On June 5, 1944, the largest amphibious invasion force ever assembled sat poised along the southern coast of England, ready to launch Operation Overlord—the D-Day invasion of Normandy. Except they didn't. They sat there, thousands of ships packed with 150,000 increasingly seasick soldiers, because the weather was absolutely dreadful.
General Dwight D. Eisenhower had already postponed the invasion once from June 5 to June 6, gambling everything on a weather forecast from a 43-year-old Scottish meteorologist named Group Captain James Stagg. This was rather remarkable considering that Hitler's own meteorologists were predicting continuous bad weather, which is precisely why the German high command relaxed their guard. Field Marshal Erwin Rommel even went home to Germany to celebrate his wife's birthday.
Stagg, analyzing data from weather ships in the Atlantic, spotted a brief window of marginally acceptable conditions following the storm. When he presented his forecast to Eisenhower late on June 5, the Supreme Commander faced an impossible choice: launch the invasion in questionable weather or postpone again, which would mean waiting two more weeks for the right tidal conditions—risking the entire secrecy of the operation.
Eisenhower paced, solicited opinions from his commanders, and finally said simply: "Okay, we'll go."
The decision meant that one Scottish weatherman's interpretation of incomplete meteorological data essentially determined the course of World War II. Had Stagg been wrong, the invasion force could have been destroyed. Had they waited, German intelligence might have discovered the plan. Instead, history turned on a weather report.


Task goal:
If a line in the entries below includes "Image", pick it out and copy it.

++++ Given data ++++

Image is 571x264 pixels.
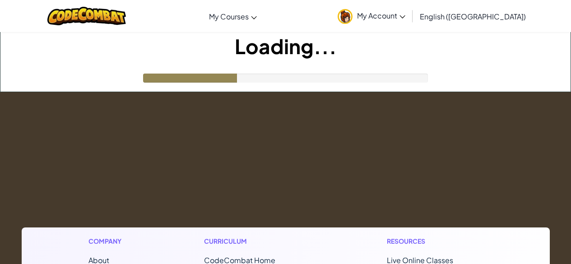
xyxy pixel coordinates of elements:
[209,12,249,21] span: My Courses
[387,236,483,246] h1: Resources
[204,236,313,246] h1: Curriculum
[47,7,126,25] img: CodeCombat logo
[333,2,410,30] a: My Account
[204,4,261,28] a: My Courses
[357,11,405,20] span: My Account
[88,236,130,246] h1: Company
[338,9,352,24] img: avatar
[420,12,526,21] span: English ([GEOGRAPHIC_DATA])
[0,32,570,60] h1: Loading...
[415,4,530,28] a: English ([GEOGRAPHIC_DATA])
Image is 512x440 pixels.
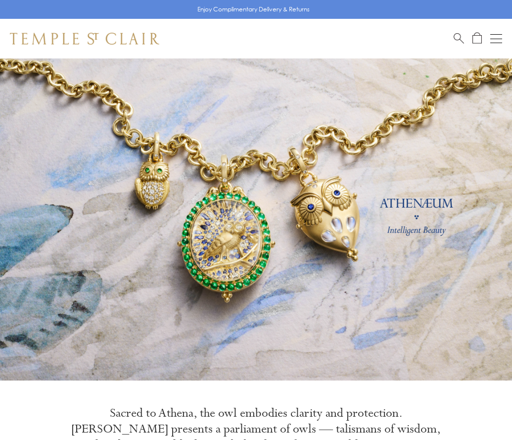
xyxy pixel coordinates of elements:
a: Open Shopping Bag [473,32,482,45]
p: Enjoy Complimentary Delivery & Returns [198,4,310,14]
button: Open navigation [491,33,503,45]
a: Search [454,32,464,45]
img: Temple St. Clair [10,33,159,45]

++++
++++ Given data ++++

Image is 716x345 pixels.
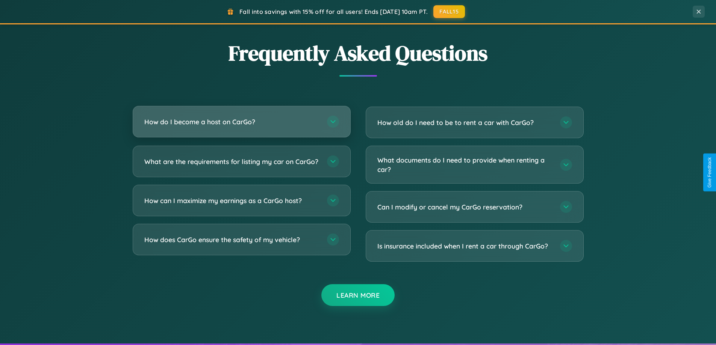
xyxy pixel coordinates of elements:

++++
++++ Given data ++++

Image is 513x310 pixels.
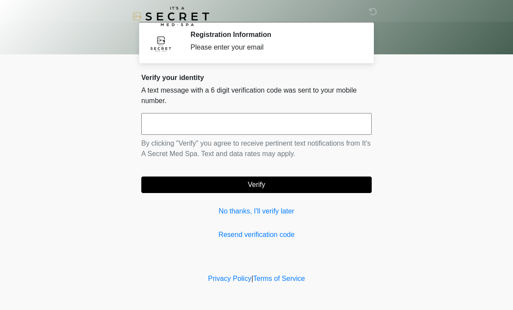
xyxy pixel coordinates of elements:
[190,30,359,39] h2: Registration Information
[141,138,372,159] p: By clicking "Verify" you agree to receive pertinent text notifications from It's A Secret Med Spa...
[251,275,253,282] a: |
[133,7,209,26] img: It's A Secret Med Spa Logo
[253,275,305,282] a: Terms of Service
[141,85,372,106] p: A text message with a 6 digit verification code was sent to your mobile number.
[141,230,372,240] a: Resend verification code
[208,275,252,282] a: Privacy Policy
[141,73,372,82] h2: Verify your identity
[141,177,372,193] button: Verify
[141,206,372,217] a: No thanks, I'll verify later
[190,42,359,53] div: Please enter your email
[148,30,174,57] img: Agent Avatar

++++

Answer to the exercise:
Image is 571x264 pixels.
Image is 512x440 pixels.
Image is 716x345 pixels.
Image is 513x310 pixels.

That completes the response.